Critical Inquiry

Summer 1996
Volume 22, Number 4

Excerpt from
What is Living and What is Dead in American Postmodernism: Establishing the Contemporaneity of Some American Poetry
by Charles Altieri

One could of course simply accept [Benjamin] Buchloh's powerful argument for subordinating what had been aesthetic priorities to more direct political criteria based simply on how effectively art manages to work its desired effects on its chosen audiences. This path has considerable affinities with traditional rhetorical views of the arts. But my commitment to the modernist understanding of art's cultural powers leads me to take another tack. I think one can historicize Buchloh's position by understanding the degree to which it at once reacts against and is subject to a range of contradictory assertions fundamental to postmodernist theory. And if that is so, then I can argue that a richer case can be made for the social powers of art by tracing the ways in which various works try to negotiate that same set of contradictions. That route allows us to establish cultural relevance without renouncing emphasis on the signifier and without having to choose among highly segmented audience groups. It may even be possible at this late moment of postmodern cultural theorizing to reverse the structure of appropriation by which this theorizing has prospered. The abstractions characterizing postmodernism as a fundamentally social phenomenon may now be so trapped in contradictions and so much a symptomatic feature of what they hoped to clarify that we now need the arts to face up to such contradictions and to offer alternative imaginative models for engaging contemporaneity.11

Let me then set the stage for addressing contemporary poetry by turning directly to what I take to be the five fundamental contradictions now pervading postmodernist theory and strongly influencing Buchloh's sense of the available options...

11. I have tried to clarify the specific terms of such appropriations in my "John Ashbery and the Challenge of Postmodernism in the Visual Arts," Critical Inquiry 14 (Summer 1988): 805-30.

Charles Altieri teaches modern literature and literary theory at the University of California, Berkeley. His most recent books are Painterly Abstraction in Modernist American Poetry: The Contemporaneity of Modernism (1995) and Subjective Agency: A Theory of First-Person Expressivity and Its Social Implications (1994). He is currently writing a book on the accomplishments of postmodern artists and writers.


Work instruction ->
The lines you return should be those containing the string "Repricing", taken from the data below.

Exercise data ->

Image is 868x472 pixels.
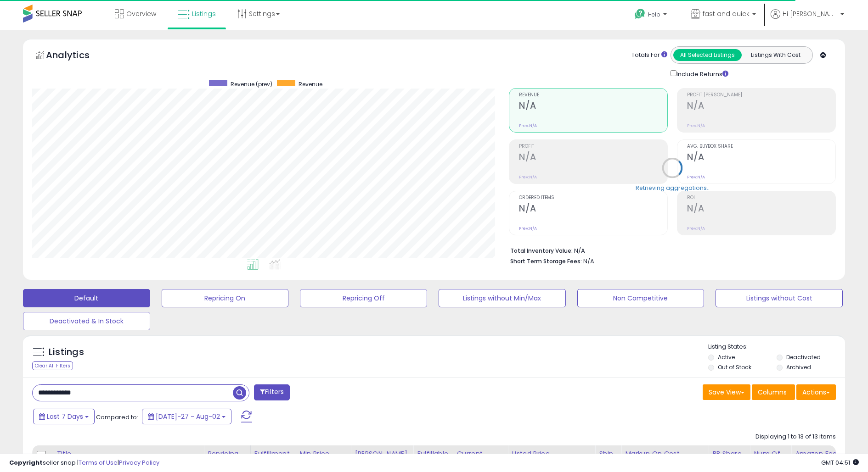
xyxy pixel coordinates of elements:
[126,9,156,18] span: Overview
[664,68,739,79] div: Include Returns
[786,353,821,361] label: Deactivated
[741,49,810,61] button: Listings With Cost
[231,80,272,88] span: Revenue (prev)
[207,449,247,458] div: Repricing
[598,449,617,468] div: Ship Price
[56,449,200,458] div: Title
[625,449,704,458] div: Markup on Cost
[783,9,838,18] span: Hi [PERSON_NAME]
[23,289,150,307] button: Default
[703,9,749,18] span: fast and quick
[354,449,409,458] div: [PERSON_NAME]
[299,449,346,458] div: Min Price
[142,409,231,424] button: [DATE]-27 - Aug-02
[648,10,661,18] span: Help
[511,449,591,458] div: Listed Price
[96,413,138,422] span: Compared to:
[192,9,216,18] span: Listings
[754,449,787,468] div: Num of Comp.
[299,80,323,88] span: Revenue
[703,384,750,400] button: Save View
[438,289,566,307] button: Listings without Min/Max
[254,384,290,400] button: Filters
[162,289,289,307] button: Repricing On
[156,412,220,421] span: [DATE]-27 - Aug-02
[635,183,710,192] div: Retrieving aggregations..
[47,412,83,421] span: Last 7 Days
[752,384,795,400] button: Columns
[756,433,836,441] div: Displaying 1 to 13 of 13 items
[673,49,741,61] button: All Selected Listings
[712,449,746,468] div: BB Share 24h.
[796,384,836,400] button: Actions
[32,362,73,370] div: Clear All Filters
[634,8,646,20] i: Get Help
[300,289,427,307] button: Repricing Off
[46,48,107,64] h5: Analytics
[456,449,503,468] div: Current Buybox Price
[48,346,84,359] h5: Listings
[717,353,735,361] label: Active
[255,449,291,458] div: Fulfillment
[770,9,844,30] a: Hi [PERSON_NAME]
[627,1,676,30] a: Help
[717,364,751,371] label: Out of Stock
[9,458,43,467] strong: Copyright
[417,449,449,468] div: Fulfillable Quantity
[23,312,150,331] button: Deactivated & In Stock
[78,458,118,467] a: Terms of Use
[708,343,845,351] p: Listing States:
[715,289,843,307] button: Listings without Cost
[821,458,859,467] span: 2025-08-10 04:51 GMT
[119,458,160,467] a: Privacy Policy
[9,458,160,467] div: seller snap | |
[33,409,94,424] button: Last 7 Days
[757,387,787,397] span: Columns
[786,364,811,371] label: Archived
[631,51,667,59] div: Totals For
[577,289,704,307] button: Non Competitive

==

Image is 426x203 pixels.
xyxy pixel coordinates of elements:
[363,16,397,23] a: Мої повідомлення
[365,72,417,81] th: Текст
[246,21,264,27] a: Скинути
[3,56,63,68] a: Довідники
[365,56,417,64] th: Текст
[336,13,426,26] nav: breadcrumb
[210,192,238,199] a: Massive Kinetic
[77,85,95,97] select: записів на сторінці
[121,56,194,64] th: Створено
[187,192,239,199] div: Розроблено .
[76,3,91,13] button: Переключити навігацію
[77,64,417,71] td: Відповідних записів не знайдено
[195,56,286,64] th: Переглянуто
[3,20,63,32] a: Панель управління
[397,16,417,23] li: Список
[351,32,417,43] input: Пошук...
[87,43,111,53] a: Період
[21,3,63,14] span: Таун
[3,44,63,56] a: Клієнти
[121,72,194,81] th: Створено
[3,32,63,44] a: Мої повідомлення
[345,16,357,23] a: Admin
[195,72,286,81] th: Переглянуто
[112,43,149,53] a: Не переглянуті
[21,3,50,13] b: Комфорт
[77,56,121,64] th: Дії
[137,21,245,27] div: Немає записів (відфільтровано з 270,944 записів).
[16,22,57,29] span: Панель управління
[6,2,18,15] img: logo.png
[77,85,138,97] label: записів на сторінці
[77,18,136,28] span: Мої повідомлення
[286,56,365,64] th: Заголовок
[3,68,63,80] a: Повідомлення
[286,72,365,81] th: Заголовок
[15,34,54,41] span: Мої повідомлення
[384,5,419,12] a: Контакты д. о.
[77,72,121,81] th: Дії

Answer space ->
[207,449,247,458] div: Repricing
[162,289,289,307] button: Repricing On
[300,289,427,307] button: Repricing Off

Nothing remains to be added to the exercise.